I like tracing a book’s journey. Finding its siblings, its cousins. Sometimes, when I fall in love, I create their family tree.
In my journal, I note down the lines, the scenes, the people, the places that stay with me. Like how a partition story by Urvashi Butalia made me see leaving home in a different light. Or how The Lowland answered a question I had buried somewhere inside me, one that gnawed on lonely nights.
No, I don’t remember everything. But writing things down helps me hold on to the essence of the books. Which is why, when I work with authors as a beta reader or mentor, I often find myself saying, “There is a book you might want to look at for this.” My feedback is never only about what is not working. It is also about what can be done to make it work.
And then there are obsessions. I still remember spending months looking for a book with a Kolkata yellow taxi on the cover. This was before Instagram, when finding a book meant asking friends, haunting secondhand shops, and waiting for luck. I carried that search like a secret. When a friend finally found it for me, it felt like holding the city in my hands. Some habits, some loves, never quite leave you.

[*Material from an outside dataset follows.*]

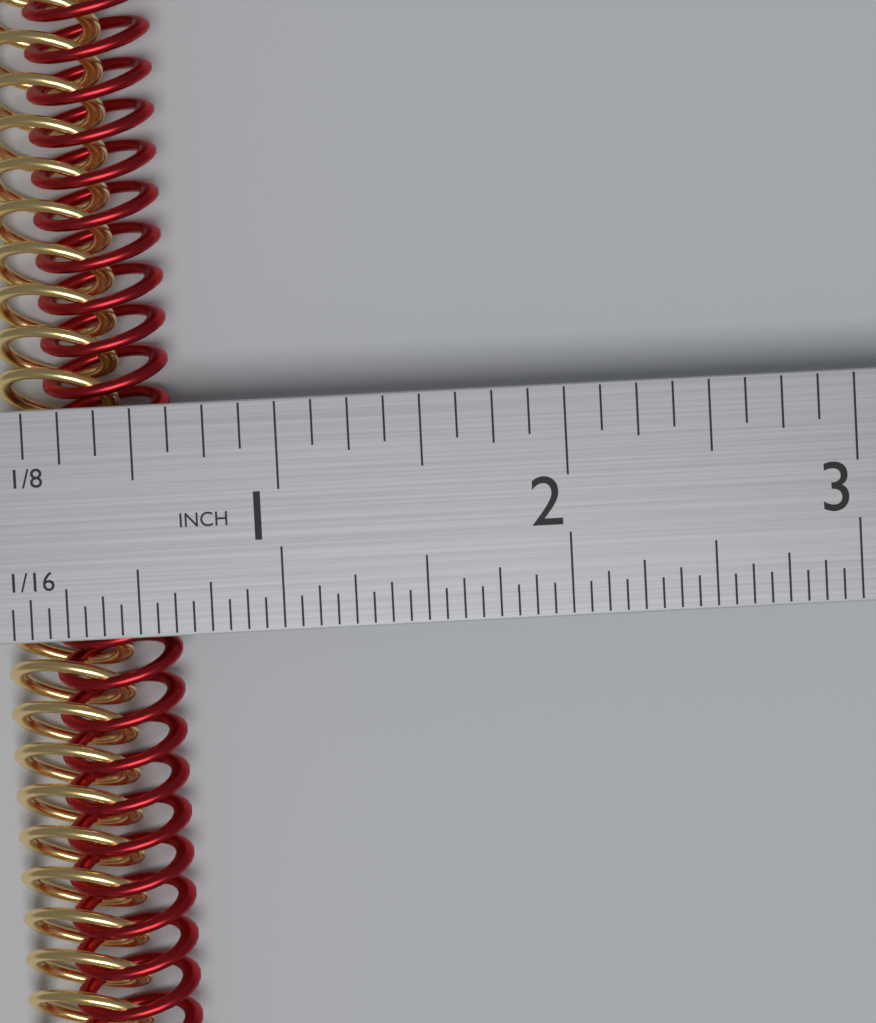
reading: 0.6250 in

There was also the time I hunted down a slim volume of poems simply because of one line I had once copied into my notebook and could not forget. I didn’t know the poet’s name, only the way the line had made me stop, mid-breath. It took years before the book found me, tucked away in a dusty corner of a library sale. The joy of recognition was like meeting an old friend whose face you had been trying to sketch from memory.
So, to answer that question again. Maybe I have not read every single book, cover to cover. But I know what they are about. Sometimes through a review. Sometimes through a podcast. Sometimes through a passing mention in an interview. Enough to hear their whispers. Books for me have always been more than books. They are journeys. They are hauntings. They are conversations that stay long after the last page is turned.